Past and present combined
In the heart of Philadelphia's warehouse district, a sleek new condominium mixes both.

Architects Tse-Chiang Leng and Alice Sun like to think of the factory workers who once toiled nearby and the travelers who once rode the Reading Railroad as their neighbors, just as they do the young professionals now living in Philadelphia's Loft District along Callowhill Street east of Broad.
Of course, the factory workers and the Reading are long gone. But Leng and Sun, who are married, believe the footprint of a city's past is an important part of its texture and of their understanding of it.
They chose their home, in a former shoe factory, partly because it is at the intersection of the Philadelphia of yesterday and the Philadelphia of today.
"We saw this abandoned building and felt it was part of the history of the city," Leng said. "Our building was a shell of its industrial past."
The two, in their early 30s, were born in Taiwan. Sun came to the United States as a child; Leng came for college. They met at the Syracuse University School of Architecture.
In 2009, their firm, Populace, won a merit award from the American Institute of Architects' Philadelphia chapter for the design of their unit in the shoe factory-turned-modern-condo-building.
From 8-foot-high windows overlooking the Vine Street Expressway, Leng and Sun can see the Reading Viaduct and the dilapidated remnants of the city's industrial past on one side.
On the other, they can see the towers of Philadelphia's contemporary resurgence and the glass-curtain walls of high-rise office buildings.
When you walk into the fourth-floor condo Leng and Sun share, what you see is the gleaming present. Shiny cherrywood floors stretch across 1,400 square feet of space splattered with light from the huge windows lining the main room.

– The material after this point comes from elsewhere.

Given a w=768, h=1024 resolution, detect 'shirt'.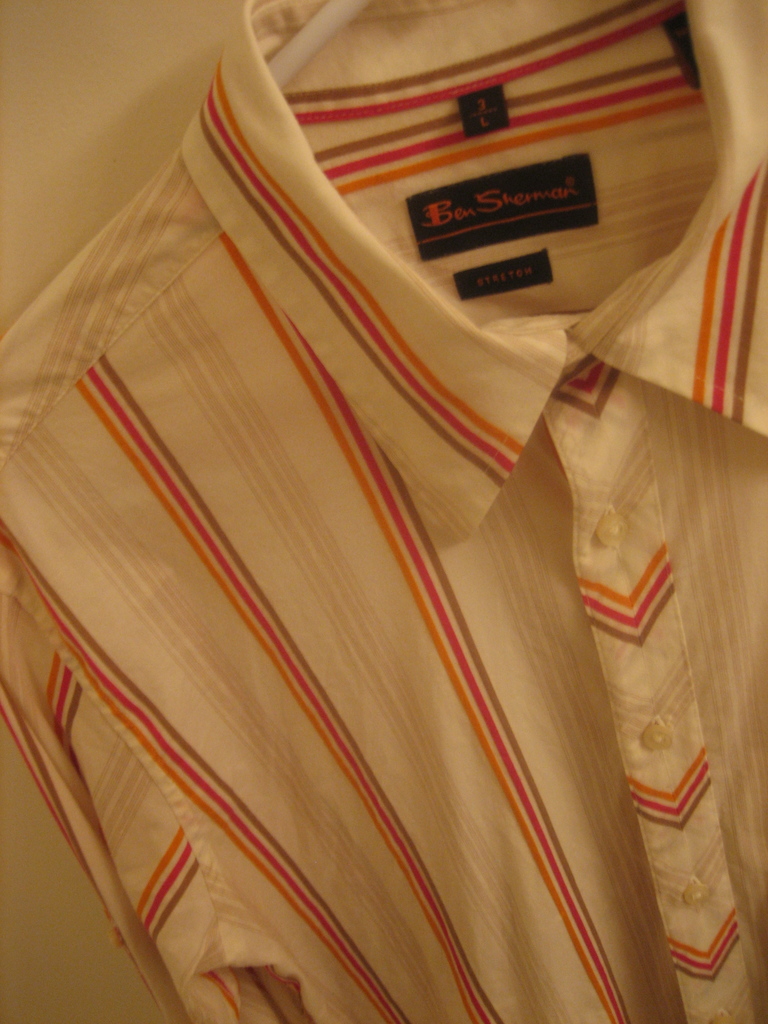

The space seems sparse and comfortable at the same time.
"We bought two apartments and joined them, so we have a public and a private area," Leng said.

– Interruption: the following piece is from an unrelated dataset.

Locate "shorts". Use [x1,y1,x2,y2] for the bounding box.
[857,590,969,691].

Their public space includes the kitchen, living room, and library. Their private space contains two bedrooms and two baths.
An undecorated pillar in the hall separates the two sectors. The scratched, grayish post, two feet in diameter, reaches from floor to ceiling and contrasts with the walls' clean, modern lines.

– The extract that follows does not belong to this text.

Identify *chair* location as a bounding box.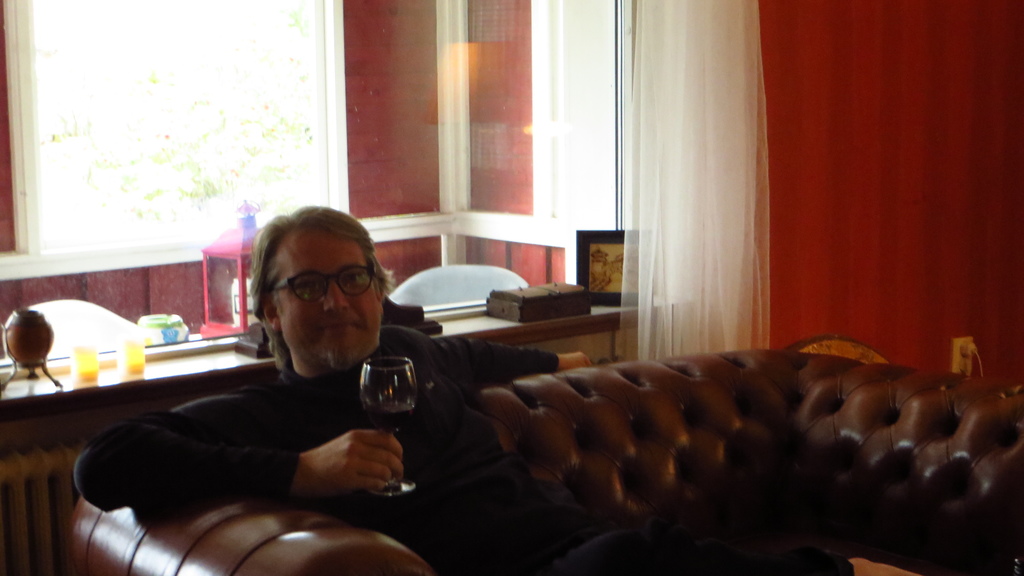
box=[388, 262, 529, 305].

"The pillar was part of the shoe factory, and it held up the wall when people were toiling there," Leng said. He and his wife decided not to paint it or in any other way disguise its more than 100-year-old identity.
The condo's great room is 22 feet long and 30 feet wide, with ceilings 12 feet high. Those dimensions, and the size of the windows, make the couple's large furnishings perfectly scaled.
An enormous light-blue, armless sectional sofa occupies the center of the entertainment area.
"We bought the couch in New York, and because it has no arms, people can sit on it facing any direction," Leng says.
The exposed-beam ceiling is lined with track lighting. Reading light is provided by pendants hanging from the high ceilings.
The furniture placement seems to make sense. The library area, for example, has bookcases and a collapsible desk in one corner under a window. Facing that is an entertainment unit with low shelves holding a television and audio equipment.
Across the room, bookshelves are attached to a wall. All the cabinet wood is unvarnished maple.
But Leng said all the positioning is temporary, that all the furniture is mobile. Everything, including the bookcases and the entertainment unit, is set on platforms with casters underneath for ease of movement.
In the kitchen, the cooktop faces the living room, so the chef can chat with guests seated on the other side of the island.
Other seating in the condo reflects the couple's interest in midcentury modern styling: Barcelona chairs, an Eames chair, and a Norman Cherner chair designed by Herbert Goldman, "who never gets credit for his work." Leng said.
The chairs are arranged in the living area, "not because we like to collect valuable chairs, but because we admire the design," he said.
How do the two work as partners in design?
"I like to see a connection with history and can find a way to use history in my design," Leng said. "We are both professionals and are each other's most severe critic. It is working with someone who understands everything you do."
Said Sun: "He is more of a visionary than I am, and I am the more practical one who often has my eye on the budget. But I am also supportive of my husband's designs."